Illustrative: People standing in line to go through passport control at Ben Gurion International Airport in Israel. (Yossi Zamir/Flash90)

More than 69,000 Israelis left Israel in 2025, as population reached 10.18 million

According to government, the population grew just 1.1% in the shadow of war, an unusually low rate, as the country saw a net negative migration of 20,000 people

by · The Times of Israel

More than 69,000 Israelis left the country in 2025 under the shadow of Israel’s war against Hamas in Gaza, leading the country to record a negative migration balance for the second straight year, the Central Bureau of Statistics said Wednesday in a year-end report.

Israel’s total population rose 1.1 percent during the year to a record 10.178 million, the CBS said. That was the same growth rate as a year earlier, making it one of Israel’s slowest years of growth ever.

A Taub Center for Social Policy Studies study also published on Wednesday estimated that the growth rate would come in at 0.9% and mark the first time the rate dropped below 1%.

According to the CBS, about 24,600 new immigrants arrived in 2025, 8,000 fewer than in 2024. (That’s more than the 21,900 the Immigration and Absorption Ministry announced Monday.) Most of the decline was attributable to a sharp drop in immigrants from Russia, after numbers from that country spiked following the start of Russia’s war with Ukraine in 2022.

Meanwhile, some 19,000 Israelis returned to Israel after an extended time living abroad, and 5,500 people arrived for family reunification purposes, the CBS said. That brought the total migration balance to a net loss of about 20,000 people.

It was the second straight year in which more people moved from Israel than to Israel. In 2024, 82,700 Israelis left the country, about 50,000 more than arrived.

Throughout most of the State of Israel’s history, there have been more Jews moving to Israel than leaving it, with the exception of certain periods in the 1950s and 1980s, demographers have noted.

Many have attributed the changing trend to Israel’s tense political and security climate in recent years, including the war in Gaza sparked by the Hamas-led massacre in Israel on October 7, 2023, and disillusionment with the government’s judicial overhaul plans, which critics say undermine democracy in the country.

Emigrants are only counted as such after they have spent most of a year outside the country, meaning that many of those included in this year’s figures actually left the country in 2024.

The first baby born in 2025 in Beilinson Hospital with mother Efrat Gilboa Menashe, center, Roy Gilboa Menashe, left, and midwife Mayson Issa. (Spokesperson’s Office/Beilinson Hospital)

Overall, Israel’s population of 10.178 million includes 7.771 million Jews and others (a category that includes non-Arab Christians and other people not defined by religion), representing 76.3% of the total, and 2.147 million Arabs, or 21.1%. An additional 260,000 people, roughly 2.6%, are classified as foreigners, CBS said.

Some 182,000 births were recorded in 2025, 76% to Jewish mothers and 24% to Arab mothers. Meanwhile, 50,000 residents died during the year, a slight decrease from the 52,000 deaths recorded in 2024.

All of this translated to a net increase of 112,000 people in the country over the past year, CBS said.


> [Assigned task]
Keep only the lines of the material below that contain the word "each". Copy those lines.
***
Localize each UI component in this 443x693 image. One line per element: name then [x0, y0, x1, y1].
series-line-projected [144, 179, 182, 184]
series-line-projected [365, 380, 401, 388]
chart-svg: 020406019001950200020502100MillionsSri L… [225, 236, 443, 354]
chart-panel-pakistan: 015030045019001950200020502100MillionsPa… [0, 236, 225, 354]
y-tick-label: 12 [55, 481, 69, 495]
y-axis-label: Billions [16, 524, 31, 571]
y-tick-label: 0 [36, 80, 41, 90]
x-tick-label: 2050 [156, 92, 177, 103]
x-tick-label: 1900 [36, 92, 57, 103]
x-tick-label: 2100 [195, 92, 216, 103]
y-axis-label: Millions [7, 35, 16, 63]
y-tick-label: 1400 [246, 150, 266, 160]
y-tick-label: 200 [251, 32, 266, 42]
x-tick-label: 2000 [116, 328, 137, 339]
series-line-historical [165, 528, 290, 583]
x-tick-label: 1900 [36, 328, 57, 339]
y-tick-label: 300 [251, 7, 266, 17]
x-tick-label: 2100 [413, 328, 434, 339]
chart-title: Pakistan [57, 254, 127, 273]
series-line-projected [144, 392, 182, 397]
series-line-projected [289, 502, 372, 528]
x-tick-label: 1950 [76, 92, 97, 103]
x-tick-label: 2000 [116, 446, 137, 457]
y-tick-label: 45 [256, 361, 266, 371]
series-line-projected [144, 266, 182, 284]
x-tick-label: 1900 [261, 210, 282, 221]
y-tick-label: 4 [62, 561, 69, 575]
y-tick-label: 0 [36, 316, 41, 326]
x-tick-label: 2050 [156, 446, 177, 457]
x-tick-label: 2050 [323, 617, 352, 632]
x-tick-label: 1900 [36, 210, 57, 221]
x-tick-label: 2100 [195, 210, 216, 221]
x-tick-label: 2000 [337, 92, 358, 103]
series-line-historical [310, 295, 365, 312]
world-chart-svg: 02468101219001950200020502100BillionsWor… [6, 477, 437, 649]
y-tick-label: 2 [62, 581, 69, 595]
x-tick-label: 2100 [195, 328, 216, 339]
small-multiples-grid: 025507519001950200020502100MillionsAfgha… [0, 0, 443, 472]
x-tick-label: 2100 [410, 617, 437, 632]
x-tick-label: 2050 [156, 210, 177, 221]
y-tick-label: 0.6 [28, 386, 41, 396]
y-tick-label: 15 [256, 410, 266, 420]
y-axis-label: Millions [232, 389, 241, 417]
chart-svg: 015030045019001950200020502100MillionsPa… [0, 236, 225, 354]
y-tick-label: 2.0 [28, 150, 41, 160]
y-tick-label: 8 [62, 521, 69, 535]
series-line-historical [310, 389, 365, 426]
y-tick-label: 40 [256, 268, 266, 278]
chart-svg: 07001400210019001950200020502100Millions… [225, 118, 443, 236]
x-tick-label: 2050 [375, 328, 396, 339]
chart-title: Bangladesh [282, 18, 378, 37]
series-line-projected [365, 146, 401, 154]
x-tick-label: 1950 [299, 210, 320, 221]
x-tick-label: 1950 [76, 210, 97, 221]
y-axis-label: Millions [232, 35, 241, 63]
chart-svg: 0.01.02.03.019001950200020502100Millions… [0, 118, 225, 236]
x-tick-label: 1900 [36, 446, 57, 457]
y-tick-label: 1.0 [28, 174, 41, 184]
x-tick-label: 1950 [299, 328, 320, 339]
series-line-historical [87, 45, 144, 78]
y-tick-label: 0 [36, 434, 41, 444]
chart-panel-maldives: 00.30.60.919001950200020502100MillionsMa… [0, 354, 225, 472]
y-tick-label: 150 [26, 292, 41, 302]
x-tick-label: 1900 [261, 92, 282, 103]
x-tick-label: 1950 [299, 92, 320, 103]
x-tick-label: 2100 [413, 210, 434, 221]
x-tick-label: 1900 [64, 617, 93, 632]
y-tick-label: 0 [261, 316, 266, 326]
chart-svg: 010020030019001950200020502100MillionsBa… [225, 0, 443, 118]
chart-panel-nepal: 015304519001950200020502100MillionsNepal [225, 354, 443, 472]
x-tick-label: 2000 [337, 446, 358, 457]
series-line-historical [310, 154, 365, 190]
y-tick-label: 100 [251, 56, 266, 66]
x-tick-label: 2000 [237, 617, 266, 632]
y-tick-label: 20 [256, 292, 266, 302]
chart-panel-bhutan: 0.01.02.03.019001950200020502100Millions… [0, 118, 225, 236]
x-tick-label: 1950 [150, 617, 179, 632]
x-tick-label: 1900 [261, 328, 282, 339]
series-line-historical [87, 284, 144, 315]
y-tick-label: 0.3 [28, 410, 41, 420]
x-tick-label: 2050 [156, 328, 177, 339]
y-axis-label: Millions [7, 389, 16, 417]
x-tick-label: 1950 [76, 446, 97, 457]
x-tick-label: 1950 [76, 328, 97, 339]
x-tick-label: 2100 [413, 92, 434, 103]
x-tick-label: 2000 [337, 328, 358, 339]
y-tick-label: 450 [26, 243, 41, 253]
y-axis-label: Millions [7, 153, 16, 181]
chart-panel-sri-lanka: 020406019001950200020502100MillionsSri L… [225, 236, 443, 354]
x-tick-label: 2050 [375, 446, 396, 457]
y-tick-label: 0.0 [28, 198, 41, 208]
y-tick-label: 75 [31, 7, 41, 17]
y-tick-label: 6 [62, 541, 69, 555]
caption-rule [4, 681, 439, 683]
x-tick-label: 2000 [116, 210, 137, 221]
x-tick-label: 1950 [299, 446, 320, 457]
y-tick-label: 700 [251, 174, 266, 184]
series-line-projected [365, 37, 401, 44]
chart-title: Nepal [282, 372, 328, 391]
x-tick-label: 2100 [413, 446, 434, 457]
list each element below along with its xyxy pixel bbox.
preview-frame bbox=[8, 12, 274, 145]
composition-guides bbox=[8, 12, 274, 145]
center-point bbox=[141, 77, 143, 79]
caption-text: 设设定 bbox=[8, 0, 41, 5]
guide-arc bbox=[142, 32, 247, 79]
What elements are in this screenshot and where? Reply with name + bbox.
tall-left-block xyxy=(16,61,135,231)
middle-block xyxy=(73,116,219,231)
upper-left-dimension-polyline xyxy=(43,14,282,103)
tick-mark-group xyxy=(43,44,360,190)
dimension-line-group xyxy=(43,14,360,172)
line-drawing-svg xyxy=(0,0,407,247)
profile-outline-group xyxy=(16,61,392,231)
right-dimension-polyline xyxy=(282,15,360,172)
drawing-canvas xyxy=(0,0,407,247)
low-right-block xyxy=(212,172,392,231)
***
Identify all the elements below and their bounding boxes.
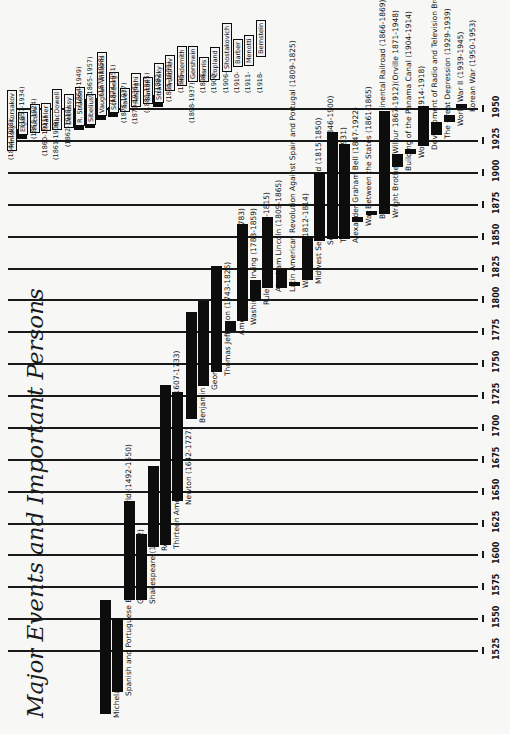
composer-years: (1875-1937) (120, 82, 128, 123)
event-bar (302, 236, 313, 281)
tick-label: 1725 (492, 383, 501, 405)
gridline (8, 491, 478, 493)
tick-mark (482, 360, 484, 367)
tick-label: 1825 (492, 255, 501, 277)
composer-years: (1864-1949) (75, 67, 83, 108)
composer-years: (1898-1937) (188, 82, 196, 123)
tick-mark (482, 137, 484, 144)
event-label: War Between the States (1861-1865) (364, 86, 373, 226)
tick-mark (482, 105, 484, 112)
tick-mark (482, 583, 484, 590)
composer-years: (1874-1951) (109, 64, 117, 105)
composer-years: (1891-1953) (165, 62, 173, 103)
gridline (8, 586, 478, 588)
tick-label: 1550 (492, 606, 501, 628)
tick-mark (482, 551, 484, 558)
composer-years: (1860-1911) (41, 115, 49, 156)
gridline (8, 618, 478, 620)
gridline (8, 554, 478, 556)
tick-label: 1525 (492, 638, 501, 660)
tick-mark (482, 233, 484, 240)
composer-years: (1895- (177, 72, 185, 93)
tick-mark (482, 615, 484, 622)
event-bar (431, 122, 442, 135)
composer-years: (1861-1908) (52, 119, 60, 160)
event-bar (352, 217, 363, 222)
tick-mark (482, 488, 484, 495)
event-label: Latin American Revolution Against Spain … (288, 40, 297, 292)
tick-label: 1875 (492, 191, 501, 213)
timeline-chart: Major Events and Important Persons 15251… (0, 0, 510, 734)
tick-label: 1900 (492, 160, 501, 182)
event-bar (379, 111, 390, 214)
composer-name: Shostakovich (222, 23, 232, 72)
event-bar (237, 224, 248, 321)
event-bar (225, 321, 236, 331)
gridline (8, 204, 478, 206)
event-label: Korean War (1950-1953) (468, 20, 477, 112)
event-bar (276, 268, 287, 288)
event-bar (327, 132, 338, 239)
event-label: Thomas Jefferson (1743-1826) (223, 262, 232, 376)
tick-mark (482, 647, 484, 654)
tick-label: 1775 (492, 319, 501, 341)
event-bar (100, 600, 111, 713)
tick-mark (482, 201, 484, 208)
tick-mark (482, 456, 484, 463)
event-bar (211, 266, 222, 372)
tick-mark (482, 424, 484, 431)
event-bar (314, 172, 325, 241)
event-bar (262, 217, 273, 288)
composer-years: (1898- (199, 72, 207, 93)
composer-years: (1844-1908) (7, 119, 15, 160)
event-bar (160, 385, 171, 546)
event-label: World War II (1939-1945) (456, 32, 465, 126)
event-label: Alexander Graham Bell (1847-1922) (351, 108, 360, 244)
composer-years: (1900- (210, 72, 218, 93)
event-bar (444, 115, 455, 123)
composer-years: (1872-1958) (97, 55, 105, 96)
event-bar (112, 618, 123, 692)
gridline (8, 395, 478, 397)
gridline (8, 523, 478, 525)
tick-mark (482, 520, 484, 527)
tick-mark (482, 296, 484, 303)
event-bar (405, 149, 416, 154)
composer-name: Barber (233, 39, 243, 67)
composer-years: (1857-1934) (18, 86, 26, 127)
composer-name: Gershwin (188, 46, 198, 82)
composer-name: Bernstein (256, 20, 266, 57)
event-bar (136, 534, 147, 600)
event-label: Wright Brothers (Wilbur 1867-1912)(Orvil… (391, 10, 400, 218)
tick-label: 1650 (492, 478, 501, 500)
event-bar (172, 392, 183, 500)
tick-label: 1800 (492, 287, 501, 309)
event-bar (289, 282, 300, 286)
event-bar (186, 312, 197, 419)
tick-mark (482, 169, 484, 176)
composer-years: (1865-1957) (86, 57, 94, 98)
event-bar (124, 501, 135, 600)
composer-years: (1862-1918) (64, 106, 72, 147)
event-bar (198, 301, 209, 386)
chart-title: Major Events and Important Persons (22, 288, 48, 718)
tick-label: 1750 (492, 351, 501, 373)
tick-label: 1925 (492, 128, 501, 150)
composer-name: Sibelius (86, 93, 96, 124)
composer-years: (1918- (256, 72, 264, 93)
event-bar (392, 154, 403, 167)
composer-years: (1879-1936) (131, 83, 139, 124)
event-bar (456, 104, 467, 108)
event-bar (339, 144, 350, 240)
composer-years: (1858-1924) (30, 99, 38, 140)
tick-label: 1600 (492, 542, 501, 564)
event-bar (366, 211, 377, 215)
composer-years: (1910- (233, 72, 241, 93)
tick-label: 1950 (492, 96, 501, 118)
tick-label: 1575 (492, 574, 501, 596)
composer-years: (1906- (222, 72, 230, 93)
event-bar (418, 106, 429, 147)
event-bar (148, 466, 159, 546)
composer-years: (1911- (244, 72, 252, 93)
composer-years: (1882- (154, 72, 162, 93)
***
> [Task answer]
Localize each UI component in this 443x693 image. One line per element: name then [x0, y0, x1, y1].
list each element below along with its xyxy pixel bbox.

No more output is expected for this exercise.